Some playoff teams rest starters in meaningless late-season games. Some don’t.
Former Patriots coach Bill Belichick shared his views on the dilemma during the latest episode of the Lets’ Go! podcast.
“I mean, you can only have seven inactive guys,” Belichick said. “Who are they? And it’s tough to go to your team and say, ‘Well, we’re not gonna play you guys over here, but the rest of you get out there. We don’t really care about you. If you get hurt, that doesn’t matter, but these six or seven guys we’re going to protect.’

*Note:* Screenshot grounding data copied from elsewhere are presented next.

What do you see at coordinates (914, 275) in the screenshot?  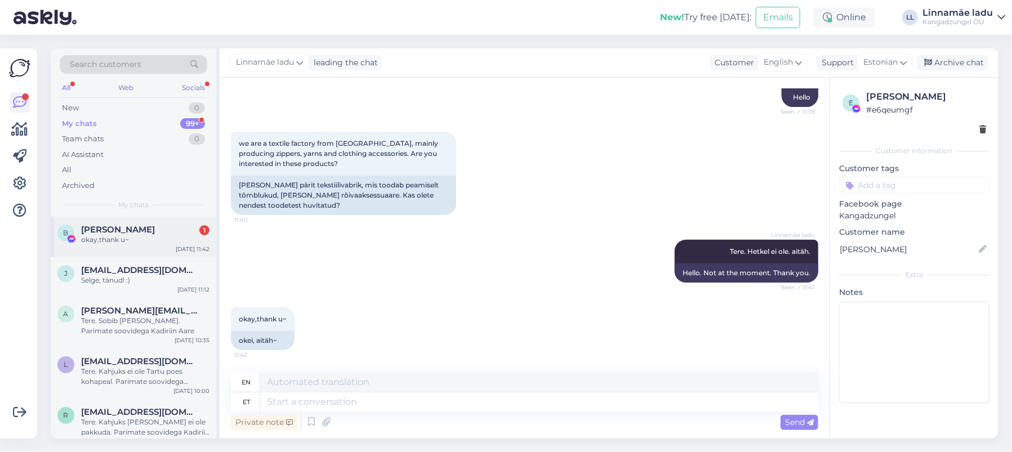 I see `div: Extra` at bounding box center [914, 275].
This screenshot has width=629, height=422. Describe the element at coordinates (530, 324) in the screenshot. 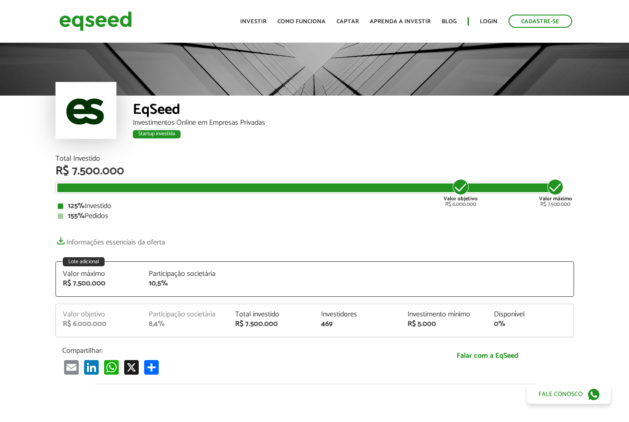

I see `div: 0%` at that location.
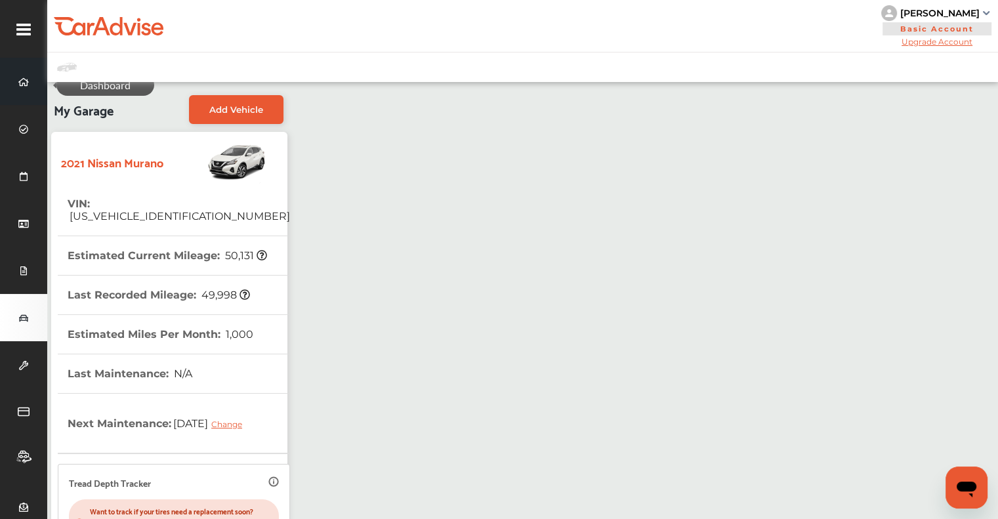 Image resolution: width=998 pixels, height=519 pixels. Describe the element at coordinates (110, 482) in the screenshot. I see `p: Tread Depth Tracker` at that location.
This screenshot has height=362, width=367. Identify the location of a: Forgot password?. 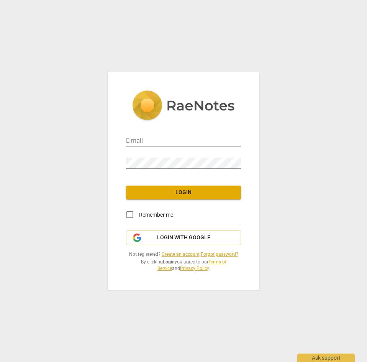
(220, 254).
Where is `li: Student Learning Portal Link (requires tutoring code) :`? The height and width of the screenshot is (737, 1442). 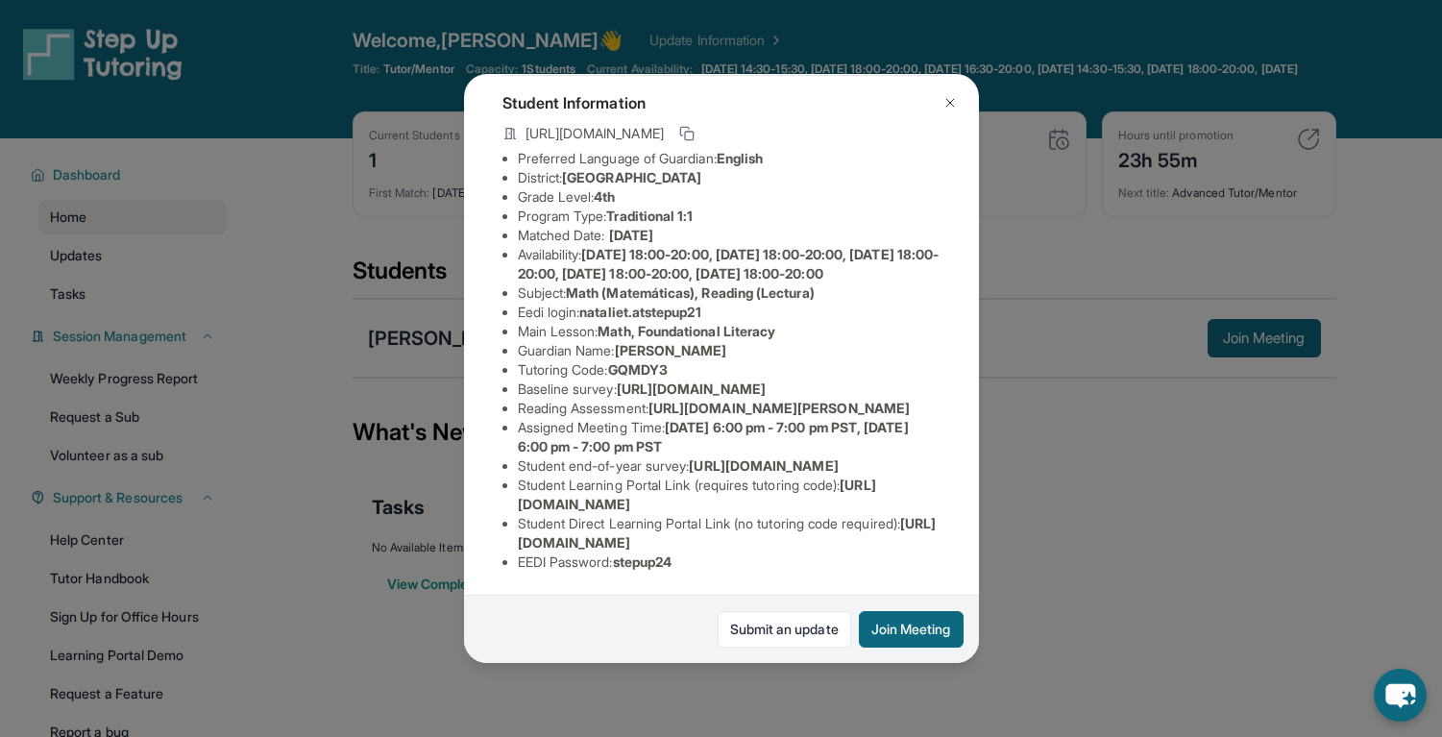
li: Student Learning Portal Link (requires tutoring code) : is located at coordinates (729, 495).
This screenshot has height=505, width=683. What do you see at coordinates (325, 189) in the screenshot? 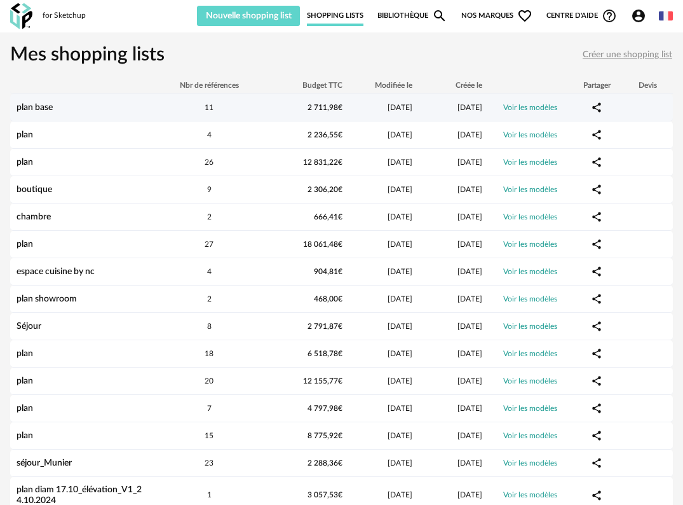
I see `span: 2 306,20` at bounding box center [325, 189].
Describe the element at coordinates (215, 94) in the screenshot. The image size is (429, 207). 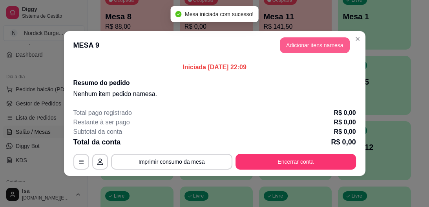
I see `p: Nenhum item pedido na mesa .` at that location.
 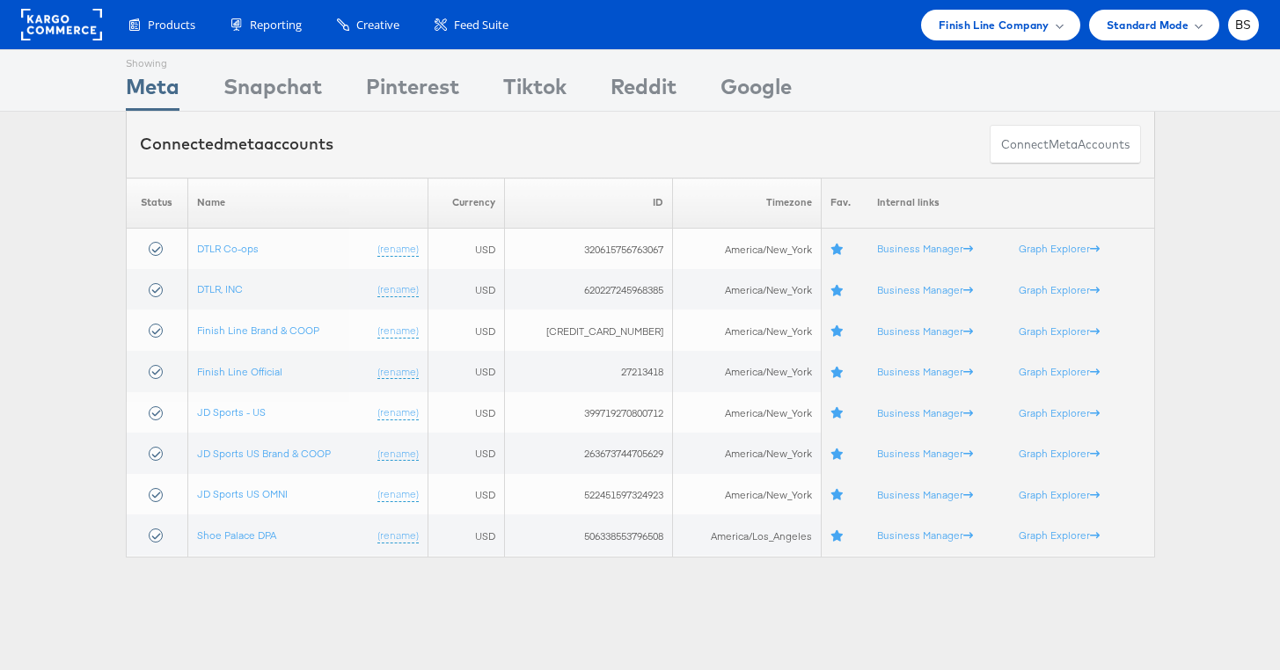 I want to click on th: Timezone, so click(x=747, y=202).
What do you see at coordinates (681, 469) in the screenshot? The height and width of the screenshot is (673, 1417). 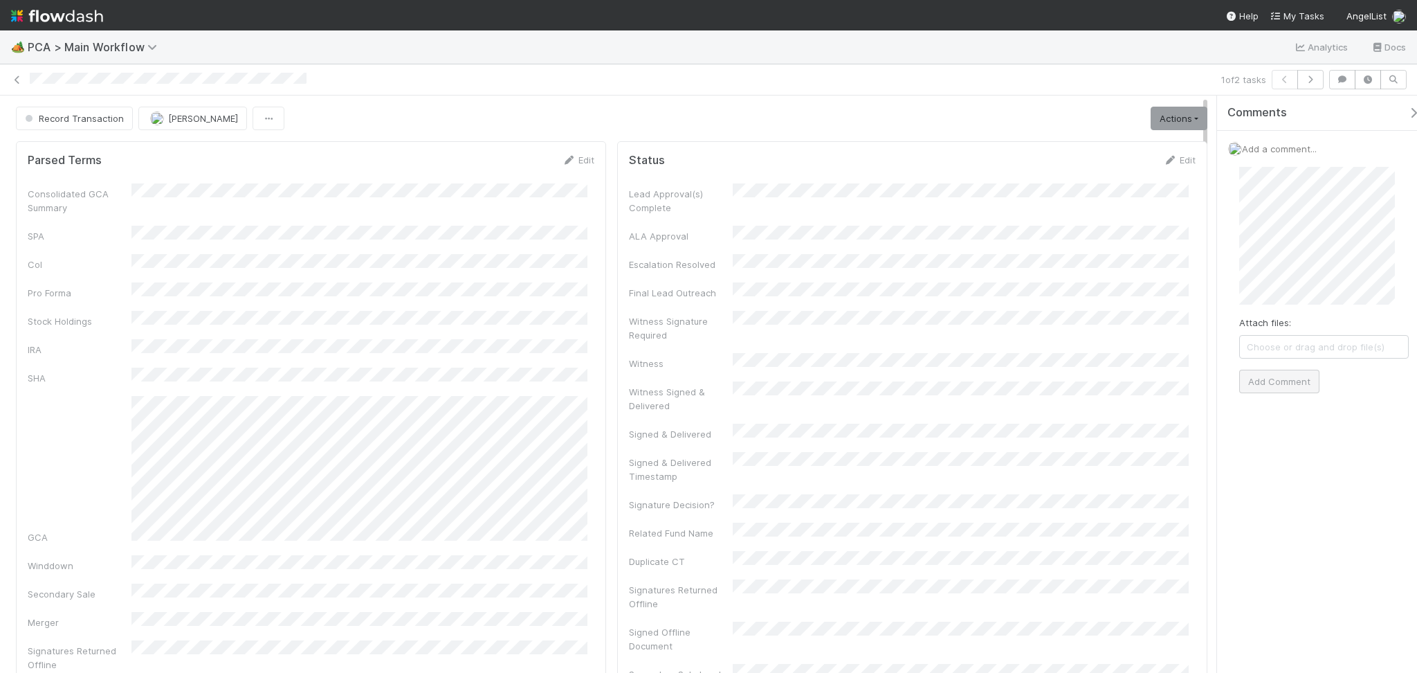 I see `div: Signed & Delivered Timestamp` at bounding box center [681, 469].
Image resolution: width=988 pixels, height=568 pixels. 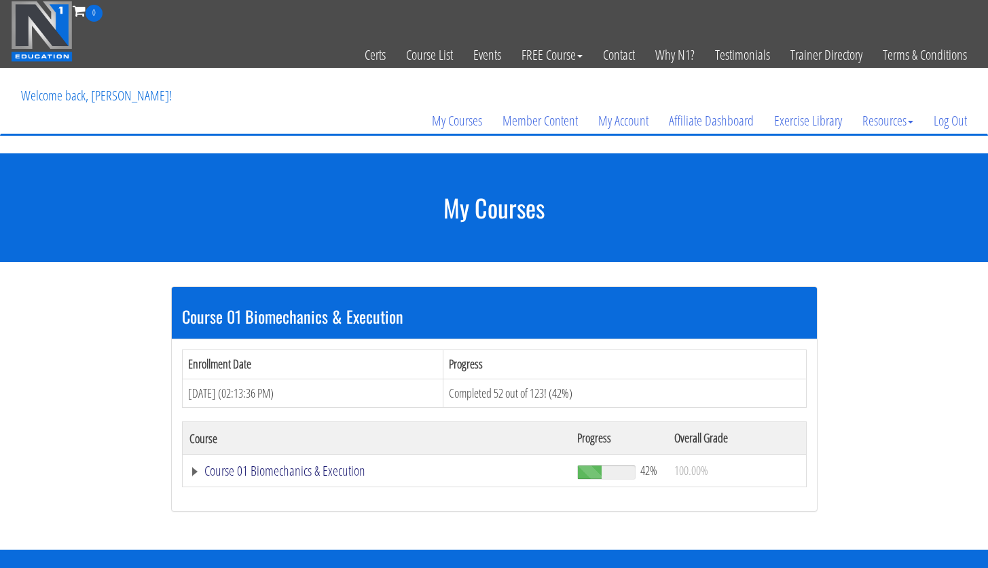 What do you see at coordinates (494, 316) in the screenshot?
I see `h3: Course 01 Biomechanics & Execution` at bounding box center [494, 316].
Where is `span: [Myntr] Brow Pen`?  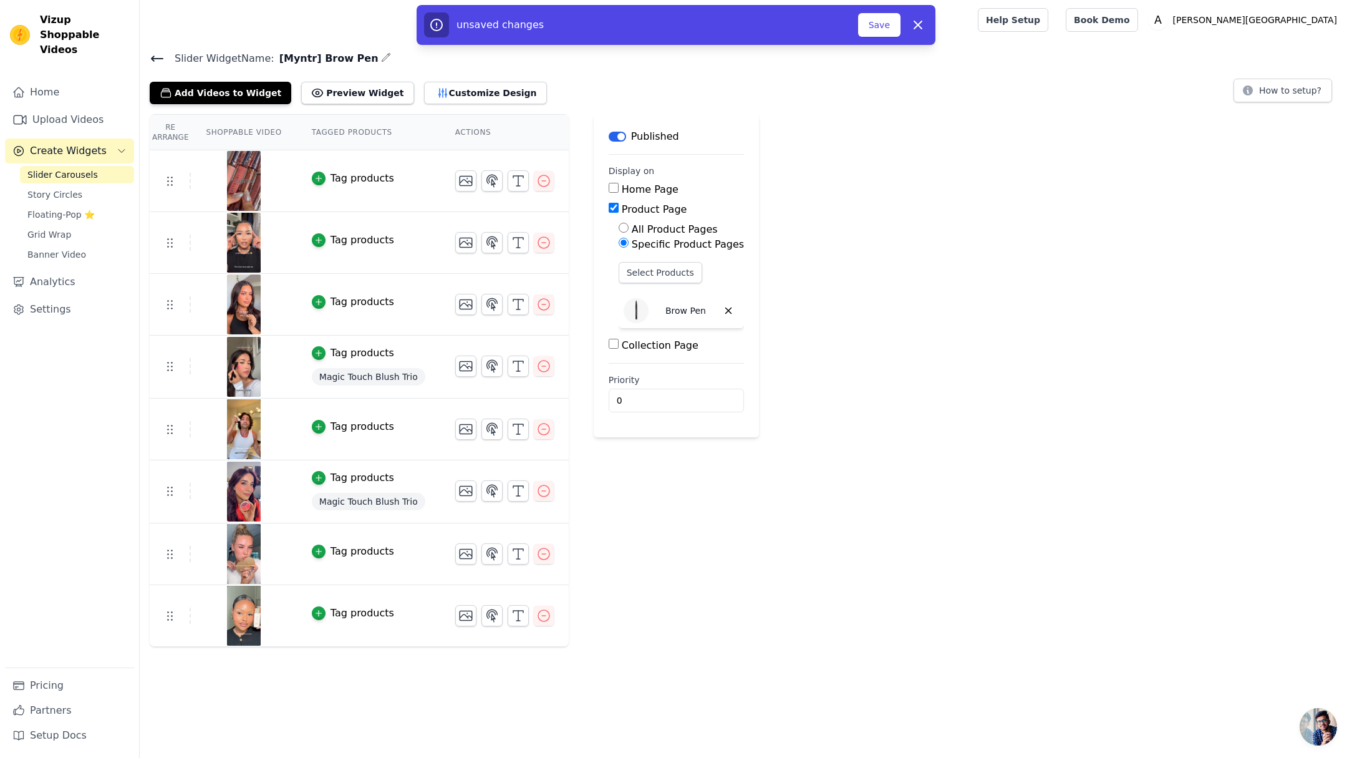
span: [Myntr] Brow Pen is located at coordinates (326, 59).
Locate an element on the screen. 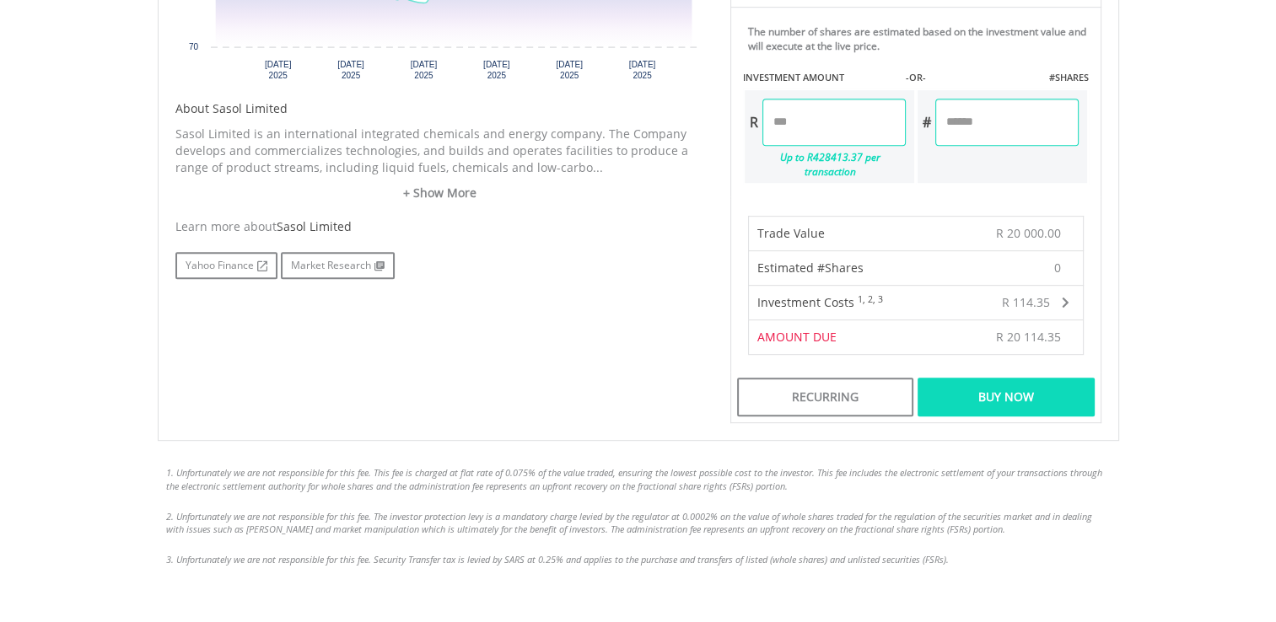 The height and width of the screenshot is (622, 1276). label: #SHARES is located at coordinates (1068, 78).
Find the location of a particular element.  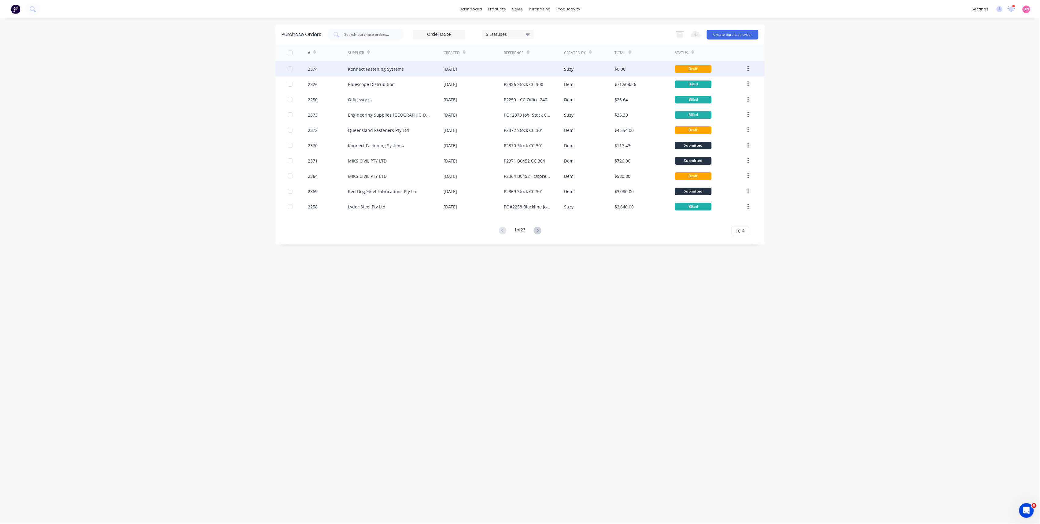

div: Status is located at coordinates (682, 53).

“You can’t say that to the team. That doesn’t resonate well at all, nor should it. So I always had a hard time with that one. Now, if a guy was fighting an injury and everybody understood that the guy was fighting an injury, OK, that’s one thing. But to just say, ‘Well, you guys are important, but you other guys aren’t, we don’t care what happens to you. Get out there and play.’ That’s not a message I could ever send to the team. Even though there were people in the organization that wanted me to send that, I just couldn’t do it.”
Other coaches have done it, and will do it. But with only 53 players on the roster and 47 active players, removing a bunch of them from consideration for playing makes it harder to suit up sufficient players to get through a game.
There’s still risk in playing key players in a meaningless game. For some coaches, there’s no alternative to honoring the depth chart at all times.